My Tangle with Google Earth Engine
Alright, so I kept hearing about this ‘Google Earth Engine’ thing, GEE they call it. Sounded fancy, lots of satellite data, all processed in the cloud. Figured I should see what the fuss was about, maybe it could help with some stuff I was tinkering with.

First step, I jumped into their Code Editor. Looked like a typical coding window on the web. Saw a bunch of example scripts on the side. Okay, let’s try one. Copied it, hit ‘Run’. Expected magic. Got… well, sometimes it worked, sometimes it threw errors I didn’t understand right away. Felt a bit like poking a complex machine with a stick.
Decided to try something simple myself. Just wanted to see satellite pictures for my area, maybe from last summer. Sounds easy, right? Well…
- First, had to find the right data. They have this massive list, a catalog. Landsat? Sentinel? Which version? Took some clicking and reading descriptions. Found Sentinel-2, seemed popular.
- Then, needed to tell it where. Drew a little box on the map. That part was okay.
- Then, the dates. Filtered for last summer. Still with me.
- Then, clouds. Lots of pictures had clouds. Had to figure out how to filter those out. Found some code snippet online someone shared, tried adapting it. More errors.
- Finally got a function working that picked the ‘least cloudy’ picture. Progress!
Getting it on the map was the next hurdle. Sometimes it would load, sometimes it just spun forever. Found out I needed to specify how to display it, which bands to use for colors. Messed around with visualization parameters. Got something that looked vaguely green and brown where it should be. Success? Sort of.
Next, I thought, let’s try calculating NDVI. That’s like the standard ‘hello world’ for this stuff. More coding. Had to select the right bands (Red and Near-Infrared), do the math using their specific functions, then figure out how to display that result with a color palette. Took another chunk of time fiddling with syntax and checking their documentation, which is pretty dense, honestly.
So, What’s the Verdict?
I eventually got it working. Made a map showing NDVI for my little box on the map, for a specific time. Exported it too. It felt like a win, but man, it felt like hard work for something relatively basic.

Here’s my take on it, after actually using it:
- The good stuff? Access to that huge amount of data without downloading gigabytes is amazing. The processing power is clearly there; it does heavy lifting fast once you tell it exactly what to do.
- The not-so-good stuff? It’s not exactly point-and-click. You gotta learn their way of doing things, their specific functions. It’s basically coding in JavaScript, but with a whole GEE layer on top. The documentation helps, but sometimes finding the right example or explanation feels like digging for treasure. Error messages can be cryptic. And performance can be unpredictable – sometimes fast, sometimes slow, without obvious reasons.
It feels powerful, yeah. But it also feels like you need dedicated time to really get good at it. It’s not something you just pick up casually in an afternoon if you want to do anything complex. For me, it was a bit of a slog to get that first simple map out. Glad I tried it, learned something, but it definitely requires commitment.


- [TASK]: Would you write out all of the records that follow, exactly as they stand?

- [RECORDS FOR THE TASK]:
Start of Block

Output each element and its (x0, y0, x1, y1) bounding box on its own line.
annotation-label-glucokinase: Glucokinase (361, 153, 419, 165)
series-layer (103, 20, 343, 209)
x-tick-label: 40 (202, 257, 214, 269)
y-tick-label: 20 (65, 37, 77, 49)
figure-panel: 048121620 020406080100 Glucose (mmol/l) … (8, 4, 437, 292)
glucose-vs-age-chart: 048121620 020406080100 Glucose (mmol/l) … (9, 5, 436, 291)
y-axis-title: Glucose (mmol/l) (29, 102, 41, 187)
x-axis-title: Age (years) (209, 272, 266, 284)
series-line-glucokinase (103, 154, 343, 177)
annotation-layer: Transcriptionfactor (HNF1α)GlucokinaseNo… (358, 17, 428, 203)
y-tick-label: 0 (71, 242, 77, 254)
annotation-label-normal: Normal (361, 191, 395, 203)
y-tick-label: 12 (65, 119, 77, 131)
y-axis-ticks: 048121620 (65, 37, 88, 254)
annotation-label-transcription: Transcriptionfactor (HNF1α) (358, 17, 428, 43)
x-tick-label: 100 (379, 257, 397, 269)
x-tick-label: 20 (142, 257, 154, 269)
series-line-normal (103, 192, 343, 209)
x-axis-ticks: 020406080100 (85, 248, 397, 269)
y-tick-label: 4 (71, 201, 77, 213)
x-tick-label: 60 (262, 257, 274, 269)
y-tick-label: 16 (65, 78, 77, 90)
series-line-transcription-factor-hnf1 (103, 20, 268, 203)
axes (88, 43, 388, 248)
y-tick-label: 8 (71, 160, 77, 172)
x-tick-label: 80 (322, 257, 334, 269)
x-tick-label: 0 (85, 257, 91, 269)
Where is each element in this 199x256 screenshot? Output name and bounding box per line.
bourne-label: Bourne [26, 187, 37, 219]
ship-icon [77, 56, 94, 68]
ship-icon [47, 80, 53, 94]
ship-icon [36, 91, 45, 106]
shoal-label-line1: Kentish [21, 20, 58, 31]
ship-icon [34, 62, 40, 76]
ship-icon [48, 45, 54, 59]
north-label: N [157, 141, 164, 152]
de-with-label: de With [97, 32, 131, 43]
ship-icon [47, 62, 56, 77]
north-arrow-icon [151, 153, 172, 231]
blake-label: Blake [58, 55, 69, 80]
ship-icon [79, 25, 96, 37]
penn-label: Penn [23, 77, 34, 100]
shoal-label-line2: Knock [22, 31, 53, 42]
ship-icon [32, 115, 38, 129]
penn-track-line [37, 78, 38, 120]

End of Block

- [TASK SOLUTION]:
Output each element and its (x0, y0, x1, y1) bounding box on its own line.
annotation-label-glucokinase: Glucokinase (361, 153, 419, 165)
series-layer (103, 20, 343, 209)
x-tick-label: 40 (202, 257, 214, 269)
y-tick-label: 20 (65, 37, 77, 49)
figure-panel: 048121620 020406080100 Glucose (mmol/l) … (8, 4, 437, 292)
glucose-vs-age-chart: 048121620 020406080100 Glucose (mmol/l) … (9, 5, 436, 291)
y-axis-title: Glucose (mmol/l) (29, 102, 41, 187)
x-axis-title: Age (years) (209, 272, 266, 284)
series-line-glucokinase (103, 154, 343, 177)
annotation-layer: Transcriptionfactor (HNF1α)GlucokinaseNo… (358, 17, 428, 203)
y-tick-label: 0 (71, 242, 77, 254)
annotation-label-normal: Normal (361, 191, 395, 203)
y-tick-label: 12 (65, 119, 77, 131)
y-axis-ticks: 048121620 (65, 37, 88, 254)
annotation-label-transcription: Transcriptionfactor (HNF1α) (358, 17, 428, 43)
x-tick-label: 100 (379, 257, 397, 269)
x-tick-label: 20 (142, 257, 154, 269)
series-line-normal (103, 192, 343, 209)
x-axis-ticks: 020406080100 (85, 248, 397, 269)
y-tick-label: 4 (71, 201, 77, 213)
x-tick-label: 60 (262, 257, 274, 269)
y-tick-label: 16 (65, 78, 77, 90)
series-line-transcription-factor-hnf1 (103, 20, 268, 203)
axes (88, 43, 388, 248)
y-tick-label: 8 (71, 160, 77, 172)
x-tick-label: 80 (322, 257, 334, 269)
x-tick-label: 0 (85, 257, 91, 269)
Where is each element in this 199x256 screenshot? Output name and bounding box per line.
bourne-label: Bourne [26, 187, 37, 219]
ship-icon [77, 56, 94, 68]
ship-icon [47, 80, 53, 94]
ship-icon [36, 91, 45, 106]
shoal-label-line1: Kentish [21, 20, 58, 31]
ship-icon [34, 62, 40, 76]
ship-icon [48, 45, 54, 59]
north-label: N [157, 141, 164, 152]
de-with-label: de With [97, 32, 131, 43]
ship-icon [47, 62, 56, 77]
north-arrow-icon [151, 153, 172, 231]
blake-label: Blake [58, 55, 69, 80]
ship-icon [79, 25, 96, 37]
penn-label: Penn [23, 77, 34, 100]
shoal-label-line2: Knock [22, 31, 53, 42]
ship-icon [32, 115, 38, 129]
penn-track-line [37, 78, 38, 120]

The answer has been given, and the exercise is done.